Most Ukrainian refugees fleeing the country are travelling with modern biometric passports, and if they do not have a passport most will be carrying an ID card. For the few people who have fled their homes with no documentation at all, different checks could be put in place. Enver Solomon, the chief executive of the Refugee Council, said the UK’s asylum system was designed to make sure that people who arrive here without paperwork are given documentation on arrival.

“This whole notion that visas are the only mechanism to facilitate paperwork to ensure someone is able to remain here and doesn’t end up like the Windrush individuals just doesn’t hold water at all,” he said. “I think the government is on the back foot. Priti Patel recognises that she’s having to apologise, and she’s having to cast around for justification – but this justification seems to smack of a degree of desperation.”

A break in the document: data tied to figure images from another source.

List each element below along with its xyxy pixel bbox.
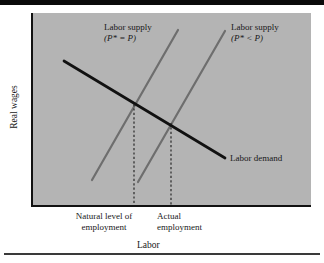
y-axis-label: Real wages (9, 72, 19, 142)
actual-employment-label-line1: Actual (157, 211, 227, 222)
labor-supply-2-line (138, 31, 225, 182)
labor-supply-1-label-line2: (P* = P) (104, 33, 152, 44)
actual-employment-label-line2: employment (157, 222, 227, 233)
labor-demand-label: Labor demand (230, 153, 282, 164)
x-axis-label: Labor (137, 240, 160, 251)
labor-demand-line (64, 61, 225, 158)
labor-supply-2-label-line1: Labor supply (231, 22, 279, 33)
labor-supply-2-label: Labor supply (P* < P) (231, 22, 279, 44)
natural-employment-label: Natural level of employment (62, 211, 146, 233)
labor-supply-2-label-line2: (P* < P) (231, 33, 279, 44)
natural-employment-label-line1: Natural level of (62, 211, 146, 222)
bottom-divider-rule (4, 253, 320, 255)
actual-employment-label: Actual employment (157, 211, 227, 233)
labor-supply-1-label-line1: Labor supply (104, 22, 152, 33)
labor-supply-1-label: Labor supply (P* = P) (104, 22, 152, 44)
natural-employment-label-line2: employment (62, 222, 146, 233)
figure-root: Real wages Labor supply (P* = P) Labor s… (0, 0, 324, 263)
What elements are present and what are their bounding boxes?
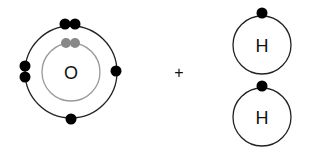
plus-operator: +: [174, 64, 183, 81]
hydrogen-symbol: H: [256, 108, 269, 128]
hydrogen-atom-2: H: [233, 81, 291, 147]
outer-electron: [20, 72, 31, 83]
inner-electron: [70, 38, 80, 48]
hydrogen-atom-1: H: [233, 8, 291, 75]
inner-electron: [61, 38, 71, 48]
hydrogen-electron: [257, 8, 268, 19]
oxygen-symbol: O: [64, 63, 78, 83]
outer-electron: [111, 66, 122, 77]
outer-electron: [66, 114, 77, 125]
oxygen-atom: O: [20, 19, 122, 125]
outer-electron: [60, 19, 71, 30]
hydrogen-symbol: H: [256, 36, 269, 56]
outer-electron: [70, 19, 81, 30]
outer-electron: [20, 61, 31, 72]
bohr-diagram: O + H H: [0, 0, 309, 153]
hydrogen-electron: [257, 81, 268, 92]
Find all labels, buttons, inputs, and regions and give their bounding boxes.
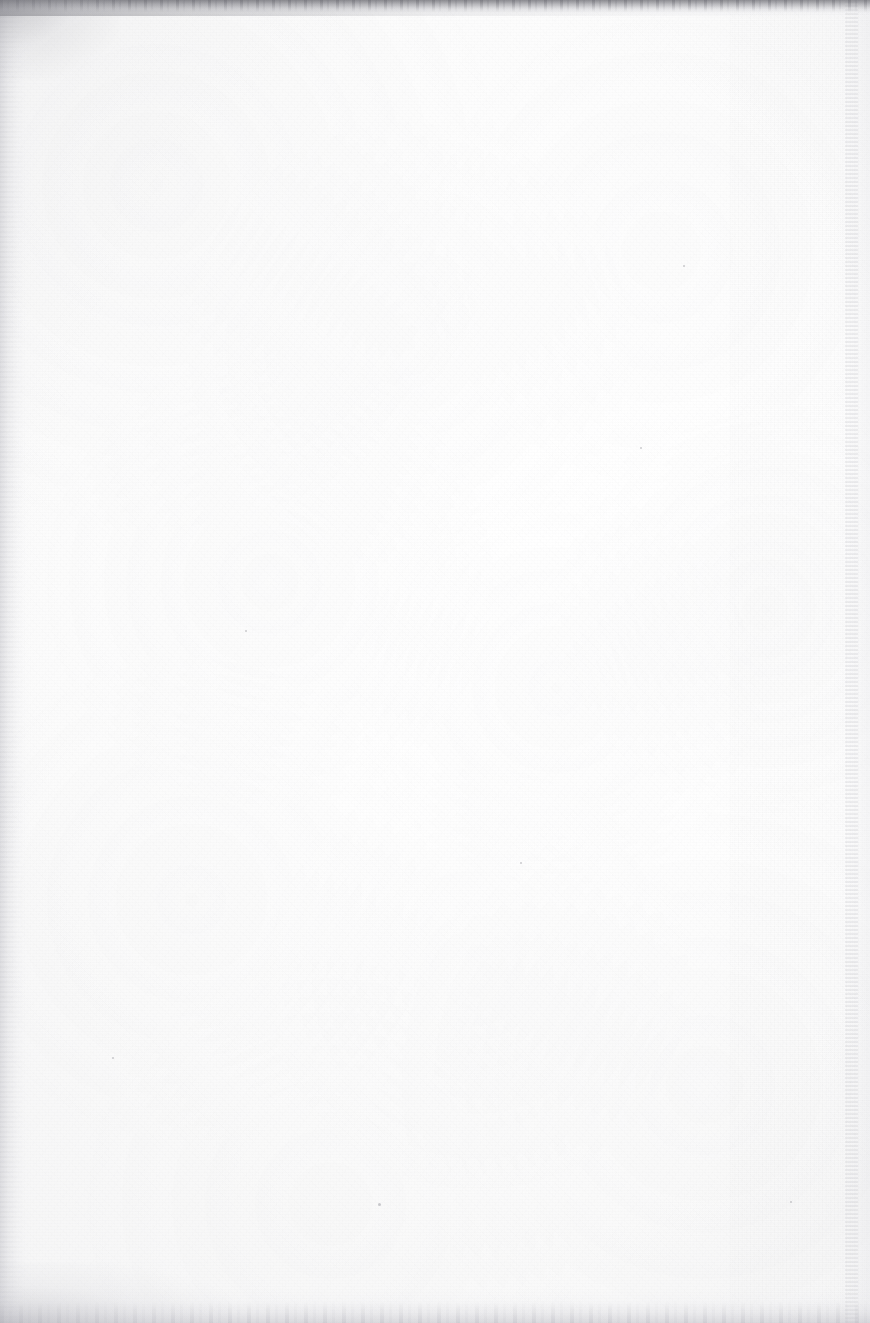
scanned-page [0, 0, 870, 1323]
page-text-content [0, 0, 870, 1323]
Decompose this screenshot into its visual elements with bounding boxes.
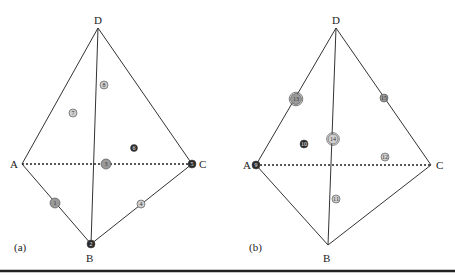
svg-text:5: 5 <box>191 161 194 167</box>
edge-AB <box>256 165 328 245</box>
vertex-label-D: D <box>94 14 102 26</box>
svg-text:2: 2 <box>90 241 93 247</box>
svg-text:10: 10 <box>301 141 307 147</box>
vertex-label-C: C <box>436 159 443 171</box>
svg-text:3: 3 <box>105 161 108 167</box>
svg-text:13: 13 <box>293 96 299 102</box>
tetrahedron-diagram: DACB12345678(a) DACB9101112131415(b) <box>0 0 455 279</box>
point-marker-9: 9 <box>252 161 260 169</box>
edge-DA <box>22 28 98 164</box>
panel-caption-b: (b) <box>249 241 262 254</box>
svg-text:15: 15 <box>381 95 387 101</box>
svg-text:8: 8 <box>103 82 106 88</box>
vertex-label-A: A <box>243 159 251 171</box>
svg-text:6: 6 <box>133 145 136 151</box>
point-marker-8: 8 <box>100 81 108 89</box>
point-marker-4: 4 <box>137 200 145 208</box>
svg-text:9: 9 <box>255 162 258 168</box>
point-marker-6: 6 <box>131 145 138 152</box>
vertex-label-C: C <box>199 158 206 170</box>
point-marker-14: 14 <box>327 133 340 146</box>
point-marker-12: 12 <box>381 153 389 161</box>
vertex-label-B: B <box>323 252 330 264</box>
point-marker-7: 7 <box>69 109 77 117</box>
panel-caption-a: (a) <box>14 241 27 254</box>
point-marker-5: 5 <box>188 160 196 168</box>
svg-text:7: 7 <box>72 110 75 116</box>
point-marker-15: 15 <box>380 94 388 102</box>
point-marker-10: 10 <box>300 140 308 148</box>
vertex-label-A: A <box>10 158 18 170</box>
svg-text:11: 11 <box>333 196 339 202</box>
svg-text:12: 12 <box>382 154 388 160</box>
svg-text:14: 14 <box>330 136 336 142</box>
vertex-label-D: D <box>332 14 340 26</box>
panel-b-tetrahedron: DACB9101112131415(b) <box>243 14 443 264</box>
point-marker-11: 11 <box>332 195 340 203</box>
svg-text:1: 1 <box>54 200 57 206</box>
panel-a-tetrahedron: DACB12345678(a) <box>10 14 206 264</box>
point-marker-2: 2 <box>87 240 95 248</box>
point-marker-3: 3 <box>101 159 111 169</box>
vertex-label-B: B <box>86 252 93 264</box>
edge-DB <box>91 28 98 244</box>
svg-text:4: 4 <box>140 201 143 207</box>
edge-BC <box>328 165 431 245</box>
point-marker-1: 1 <box>50 198 60 208</box>
edge-DC <box>98 28 192 164</box>
point-marker-13: 13 <box>289 92 303 106</box>
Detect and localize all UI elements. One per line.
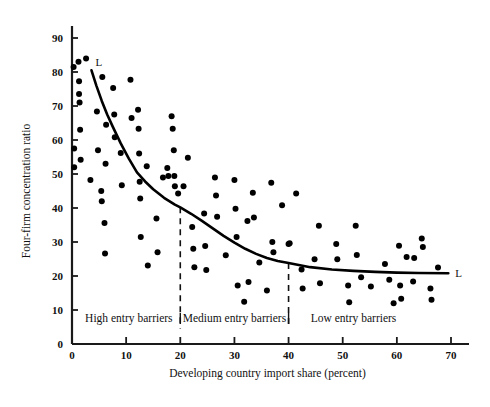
data-point xyxy=(251,215,257,221)
data-point xyxy=(169,113,175,119)
data-point xyxy=(101,220,107,226)
data-point xyxy=(138,234,144,240)
data-point xyxy=(256,259,262,265)
data-point xyxy=(419,236,425,242)
chart-figure: 0102030405060708090010203040506070Develo… xyxy=(0,0,490,407)
data-point xyxy=(171,173,177,179)
data-point xyxy=(136,151,142,157)
data-point xyxy=(201,210,207,216)
y-tick-label: 0 xyxy=(58,338,64,350)
data-point xyxy=(144,163,150,169)
data-point xyxy=(94,108,100,114)
data-point xyxy=(346,299,352,305)
data-point xyxy=(103,122,109,128)
data-point xyxy=(300,286,306,292)
x-tick-label: 70 xyxy=(446,349,458,361)
svg-text:Four-firm concentration ratio: Four-firm concentration ratio xyxy=(20,123,32,258)
data-point xyxy=(181,183,187,189)
data-point xyxy=(269,239,275,245)
data-point xyxy=(231,177,237,183)
data-point xyxy=(435,265,441,271)
data-point xyxy=(334,256,340,262)
data-point xyxy=(382,261,388,267)
data-point xyxy=(71,64,77,70)
data-point xyxy=(241,299,247,305)
data-point xyxy=(420,244,426,250)
y-tick-label: 20 xyxy=(52,270,64,282)
y-axis-label: Four-firm concentration ratio xyxy=(20,123,32,258)
x-tick-label: 10 xyxy=(121,349,133,361)
data-point xyxy=(386,277,392,283)
data-point xyxy=(312,256,318,262)
data-point xyxy=(112,134,118,140)
data-point xyxy=(155,249,161,255)
curve-label-right: L xyxy=(455,267,462,279)
data-point xyxy=(77,127,83,133)
region-label-low: Low entry barriers xyxy=(311,312,397,325)
data-point xyxy=(71,146,77,152)
data-point xyxy=(135,107,141,113)
data-point xyxy=(103,161,109,167)
data-point xyxy=(287,240,293,246)
data-point xyxy=(246,279,252,285)
data-point xyxy=(391,300,397,306)
y-tick-label: 10 xyxy=(52,304,64,316)
data-point xyxy=(268,180,274,186)
data-point xyxy=(78,157,84,163)
data-point xyxy=(410,278,416,284)
data-point xyxy=(279,202,285,208)
y-tick-label: 90 xyxy=(52,32,64,44)
x-tick-label: 20 xyxy=(175,349,187,361)
data-point xyxy=(368,284,374,290)
data-point xyxy=(202,243,208,249)
data-point xyxy=(118,150,124,156)
scatter-plot: 0102030405060708090010203040506070Develo… xyxy=(0,0,490,407)
data-point xyxy=(98,188,104,194)
data-point xyxy=(129,115,135,121)
data-point xyxy=(185,155,191,161)
data-point xyxy=(396,243,402,249)
data-point xyxy=(95,147,101,153)
data-point xyxy=(317,280,323,286)
data-point xyxy=(353,223,359,229)
data-point xyxy=(212,174,218,180)
data-point xyxy=(398,296,404,302)
data-point xyxy=(136,126,142,132)
data-point xyxy=(250,190,256,196)
x-tick-label: 60 xyxy=(391,349,403,361)
data-point xyxy=(127,77,133,83)
data-point xyxy=(234,234,240,240)
data-point xyxy=(165,173,171,179)
data-point xyxy=(76,91,82,97)
data-point xyxy=(76,78,82,84)
data-point xyxy=(333,241,339,247)
data-point xyxy=(99,198,105,204)
y-tick-label: 70 xyxy=(52,100,64,112)
data-point xyxy=(175,190,181,196)
data-point xyxy=(145,262,151,268)
data-point xyxy=(153,216,159,222)
data-point xyxy=(223,252,229,258)
x-tick-label: 30 xyxy=(229,349,241,361)
data-point xyxy=(293,190,299,196)
data-point xyxy=(345,283,351,289)
data-point xyxy=(427,286,433,292)
data-point xyxy=(99,74,105,80)
data-point xyxy=(83,55,89,61)
data-point xyxy=(87,177,93,183)
y-tick-label: 50 xyxy=(52,168,64,180)
data-point xyxy=(171,147,177,153)
data-point xyxy=(411,255,417,261)
data-point xyxy=(299,267,305,273)
region-label-medium: Medium entry barriers xyxy=(183,312,287,325)
data-point xyxy=(264,288,270,294)
data-point xyxy=(137,179,143,185)
data-point xyxy=(270,249,276,255)
x-tick-label: 40 xyxy=(283,349,295,361)
x-axis-label: Developing country import share (percent… xyxy=(169,367,366,380)
data-point xyxy=(244,218,250,224)
data-point xyxy=(189,224,195,230)
y-tick-label: 40 xyxy=(52,202,64,214)
data-point xyxy=(214,214,220,220)
y-tick-label: 80 xyxy=(52,66,64,78)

Colin Yeo, an immigration lawyer and the author of Welcome to Britain: Fixing Our Broken Immigration System, was also puzzled. “I can’t see any reason to compare this to Windrush, it just doesn’t compute,” he said.

“It seems like a total misunderstanding of the way the visa and immigration system works. If you lifted the visa requirement for Ukrainians, they would be in the same position as EU nationals or as American tourists coming to Britain. They would still pass through passport control or get examined by an immigration officer, and then could be granted leave to remain just as a US tourist would.”